I’ve got a WCF-hosted service right now which is self-hosted and defined like this:
[OperationContract]
[WebInvoke(RequestFormat = WebMessageFormat.Json, Method = "PUT", UriTemplate = "/device")]
void updateDeviceLevel(ZDevice device);
The ZDevice class looks like this:
public class ZDevice {
public bool? newPowerState { get; set; }
public int nodeId {get; set;}
}
I have a simple Mac client which consumes the service by using an http post. It posts {"newLevel":27,"nodeId":6} to the \devices url and .NET magically stuffs the values into a ZDevice object for me. All is well here.
Now however, I need to add some basic security to the mix. I’ve done this by adding a new parameter and some “RequestWrapping” to the method call:
[OperationContract]
[WebInvoke(RequestFormat = WebMessageFormat.Json, BodyStyle=WebMessageBodyStyle.WrappedRequest, Method = "PUT", UriTemplate = "/device")]
void updateDeviceLevel(string password, ZDevice device);
What I’m trying to do now is figure out what syntax the server is expecting from the consuming clients.

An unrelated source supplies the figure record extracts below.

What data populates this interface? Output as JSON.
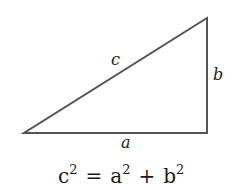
{
  "diagram": {
    "stroke_color": "#555555",
    "vertices": {
      "bottom_left": [
        24,
        133
      ],
      "bottom_right": [
        207,
        133
      ],
      "top_right": [
        207,
        18
      ]
    },
    "labels": {
      "hypotenuse": "c",
      "vertical_leg": "b",
      "horizontal_leg": "a"
    },
    "equation": {
      "lhs_base": "c",
      "lhs_exp": "2",
      "equals": "=",
      "a_base": "a",
      "a_exp": "2",
      "plus": "+",
      "b_base": "b",
      "b_exp": "2"
    }
  }
}
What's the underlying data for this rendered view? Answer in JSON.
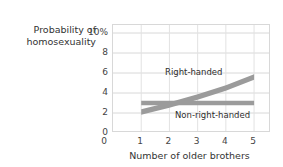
{
  "chart_data": {
    "type": "line",
    "title": "",
    "xlabel": "Number of older brothers",
    "ylabel": "Probability of\nhomosexuality",
    "x": [
      1,
      2,
      3,
      4,
      5
    ],
    "xlim": [
      0,
      5.6
    ],
    "ylim": [
      0,
      10.8
    ],
    "xticks": [
      "0",
      "1",
      "2",
      "3",
      "4",
      "5"
    ],
    "yticks": [
      "10%",
      "8",
      "6",
      "4",
      "2",
      "0"
    ],
    "ytick_values": [
      10,
      8,
      6,
      4,
      2,
      0
    ],
    "grid": true,
    "legend_position": "inline-annotations",
    "band_color": "#9b9b9b",
    "series": [
      {
        "name": "Right-handed",
        "values": [
          2.1,
          2.8,
          3.6,
          4.5,
          5.6
        ],
        "band_half_width": 0.28,
        "label": "Right-handed"
      },
      {
        "name": "Non-right-handed",
        "values": [
          3.0,
          3.0,
          3.0,
          3.0,
          3.0
        ],
        "band_half_width": 0.22,
        "label": "Non-right-handed"
      }
    ]
  },
  "axes": {
    "y_title": "Probability of\nhomosexuality",
    "x_title": "Number of older brothers",
    "x_origin_label": "0"
  },
  "colors": {
    "band": "#9b9b9b",
    "grid": "#d8d8d8",
    "border": "#d8d8d8",
    "text": "#333333",
    "background": "#ffffff"
  }
}
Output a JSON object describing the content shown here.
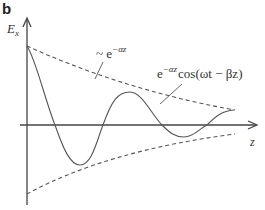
{
  "panel": {
    "label": "b"
  },
  "axes": {
    "y_label_main": "E",
    "y_label_sub": "x",
    "x_label": "z"
  },
  "annotations": {
    "envelope": {
      "prefix": "~ e",
      "exponent": "−αz"
    },
    "wave": {
      "base": "e",
      "exponent": "−αz",
      "suffix": "cos(ωt − βz)"
    }
  },
  "colors": {
    "line": "#555555",
    "axis": "#444444",
    "text": "#333333"
  }
}
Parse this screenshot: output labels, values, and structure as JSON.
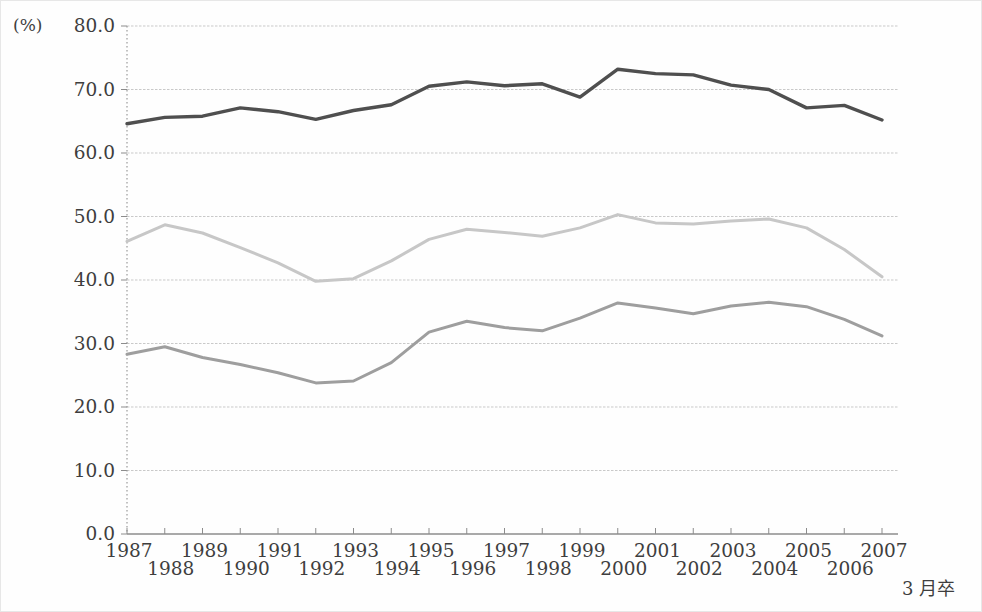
{
  "chart_data": {
    "type": "line",
    "title": "",
    "unit_label": "(%)",
    "x_axis_note": "3 月卒",
    "xlabel": "",
    "ylabel": "(%)",
    "ylim": [
      0,
      80
    ],
    "grid": true,
    "legend": "none",
    "x": [
      1987,
      1988,
      1989,
      1990,
      1991,
      1992,
      1993,
      1994,
      1995,
      1996,
      1997,
      1998,
      1999,
      2000,
      2001,
      2002,
      2003,
      2004,
      2005,
      2006,
      2007
    ],
    "x_tick_labels": [
      "1987",
      "1988",
      "1989",
      "1990",
      "1991",
      "1992",
      "1993",
      "1994",
      "1995",
      "1996",
      "1997",
      "1998",
      "1999",
      "2000",
      "2001",
      "2002",
      "2003",
      "2004",
      "2005",
      "2006",
      "2007"
    ],
    "y_ticks": [
      0,
      10,
      20,
      30,
      40,
      50,
      60,
      70,
      80
    ],
    "y_tick_labels": [
      "0.0",
      "10.0",
      "20.0",
      "30.0",
      "40.0",
      "50.0",
      "60.0",
      "70.0",
      "80.0"
    ],
    "series": [
      {
        "name": "upper-line",
        "color": "#4f4f4f",
        "stroke_width": 3.4,
        "values": [
          64.6,
          65.6,
          65.8,
          67.1,
          66.5,
          65.3,
          66.7,
          67.6,
          70.5,
          71.2,
          70.6,
          70.9,
          68.8,
          73.2,
          72.5,
          72.3,
          70.7,
          70.0,
          67.1,
          67.5,
          65.2
        ]
      },
      {
        "name": "middle-line",
        "color": "#c7c7c7",
        "stroke_width": 3.0,
        "values": [
          46.1,
          48.7,
          47.4,
          45.1,
          42.7,
          39.8,
          40.2,
          43.0,
          46.4,
          48.0,
          47.5,
          46.9,
          48.2,
          50.3,
          49.0,
          48.8,
          49.3,
          49.6,
          48.2,
          44.8,
          40.5
        ]
      },
      {
        "name": "lower-line",
        "color": "#9e9e9e",
        "stroke_width": 3.0,
        "values": [
          28.3,
          29.5,
          27.8,
          26.7,
          25.4,
          23.8,
          24.1,
          27.0,
          31.8,
          33.5,
          32.5,
          32.0,
          34.0,
          36.4,
          35.6,
          34.7,
          35.9,
          36.5,
          35.8,
          33.8,
          31.2
        ]
      }
    ],
    "axis_colors": {
      "grid_line": "#c9c9c9",
      "y_axis_dotted": "#9a9a9a",
      "x_axis": "#8c8c8c",
      "tick": "#8c8c8c"
    }
  }
}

I’d hoped that posting in {"password":"somepwd", "newLevel":27,"nodeId":6} would work, but .NET is no longer able to “deserialize” that into the ZDevice object like it did before.

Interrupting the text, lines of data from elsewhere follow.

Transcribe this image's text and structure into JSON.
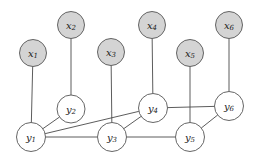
{
  "figure": {
    "title": "",
    "background_color": "#ffffff",
    "width": 255,
    "height": 164
  },
  "style": {
    "observed_fill": "#d4d4d4",
    "latent_fill": "#ffffff",
    "node_stroke": "#555555",
    "edge_stroke": "#4a4a4a",
    "node_radius": 13.5
  },
  "graph_data": {
    "type": "diagram",
    "kind": "undirected-graphical-model",
    "nodes": [
      {
        "id": "x1",
        "base": "x",
        "sub": "1",
        "kind": "observed",
        "cx": 33,
        "cy": 53,
        "r": 13.5
      },
      {
        "id": "x2",
        "base": "x",
        "sub": "2",
        "kind": "observed",
        "cx": 71,
        "cy": 25,
        "r": 13.5
      },
      {
        "id": "x3",
        "base": "x",
        "sub": "3",
        "kind": "observed",
        "cx": 111,
        "cy": 52,
        "r": 13.5
      },
      {
        "id": "x4",
        "base": "x",
        "sub": "4",
        "kind": "observed",
        "cx": 152,
        "cy": 25,
        "r": 13.5
      },
      {
        "id": "x5",
        "base": "x",
        "sub": "5",
        "kind": "observed",
        "cx": 190,
        "cy": 53,
        "r": 13.5
      },
      {
        "id": "x6",
        "base": "x",
        "sub": "6",
        "kind": "observed",
        "cx": 229,
        "cy": 25,
        "r": 13.5
      },
      {
        "id": "y1",
        "base": "y",
        "sub": "1",
        "kind": "latent",
        "cx": 31,
        "cy": 137,
        "r": 14.5
      },
      {
        "id": "y2",
        "base": "y",
        "sub": "2",
        "kind": "latent",
        "cx": 71,
        "cy": 109,
        "r": 14.0
      },
      {
        "id": "y3",
        "base": "y",
        "sub": "3",
        "kind": "latent",
        "cx": 112,
        "cy": 137,
        "r": 14.5
      },
      {
        "id": "y4",
        "base": "y",
        "sub": "4",
        "kind": "latent",
        "cx": 153,
        "cy": 108,
        "r": 14.5
      },
      {
        "id": "y5",
        "base": "y",
        "sub": "5",
        "kind": "latent",
        "cx": 190,
        "cy": 137,
        "r": 14.5
      },
      {
        "id": "y6",
        "base": "y",
        "sub": "6",
        "kind": "latent",
        "cx": 229,
        "cy": 106,
        "r": 14.5
      }
    ],
    "edges": [
      {
        "from": "x1",
        "to": "y1",
        "label": ""
      },
      {
        "from": "x2",
        "to": "y2",
        "label": ""
      },
      {
        "from": "x3",
        "to": "y3",
        "label": ""
      },
      {
        "from": "x4",
        "to": "y4",
        "label": ""
      },
      {
        "from": "x5",
        "to": "y5",
        "label": ""
      },
      {
        "from": "x6",
        "to": "y6",
        "label": ""
      },
      {
        "from": "y1",
        "to": "y2",
        "label": ""
      },
      {
        "from": "y1",
        "to": "y3",
        "label": ""
      },
      {
        "from": "y1",
        "to": "y4",
        "label": ""
      },
      {
        "from": "y3",
        "to": "y4",
        "label": ""
      },
      {
        "from": "y3",
        "to": "y5",
        "label": ""
      },
      {
        "from": "y4",
        "to": "y6",
        "label": ""
      },
      {
        "from": "y5",
        "to": "y6",
        "label": ""
      }
    ],
    "legend": []
  }
}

Anyone got some suggestions for me?
Thanks
It should look like this:
Each property on the JSON object has a value; and in the case of
deviceit’s just a new object.Note that in your
ZDeviceclass you called itnewPowerState, but in JSON you are calling itnewLevel. In your class it’s also a bool, but in JSON you are assigning it an int. Something isn’t matching up.Based on your C#, I’d expect it to look like this:
The property names in your JSON object should match the parameter / property names in C#.